Hi Christopher
The K22's has UARTs and a LPUART.
The UARTs 0 and 1 are clocked from the core/system clock and the other UARTs are clocked from the bus clock
The LPUART can be clocked from various sources (including the 48MHz IRC48M)
Therefore both the accuracy and the resolution that can be achieved depends on the clock source and also the speed that it has.
You say that you have the system clock set to 20MHz internal, which I assume is the 32kHz IRC multiplied by the FLL by 640 (default out of reset) to get 20.9715MHz "nominal".
Assuming you are using a UART from this clock speed directly the best frequency achieved is indeed 911'805 as additionally confirmed by the uTasker simulation below:

If you were to trim the IRC to 33.12kHz (from its nominal 32.768kHz) you would theoretically achieve the desired Baud rate.
Beware however that the IRC has only low accuracy and additional drift over voltage and temperature takes place, you its use as reference for UARTs in real products is rather questionable and could result in potentially major reliability issues in the field.
A better choice for professional products is to use a crystal reference (the RTC crystal will give the same resolution but with much superior accuracy and stability). As a developer of many such products I always use at least the RTC crystal and would carefully exclude liability for IRC usage (if it were still to be demanded in order to save the component).

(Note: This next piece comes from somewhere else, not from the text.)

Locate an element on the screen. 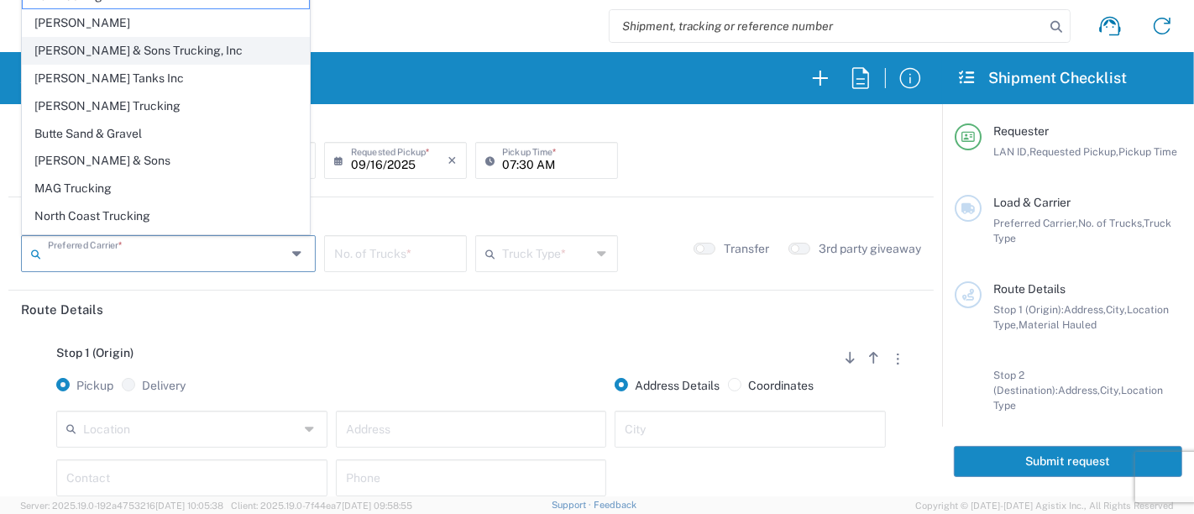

Also bear in mind that problems with reception at this high rate (and fairly low system clock speed) could be due to interrupt overloading (during data reception you will have a UART Rx interrupt to handle every 11.9us) and if the CPU can't keep up (also due to other interrupts in the system that can't be pre-empted) it could result in loss of characters due to overruns. DMA reception is to be considered since it then removes almost all loading from the CPU and ensures optimal reliability.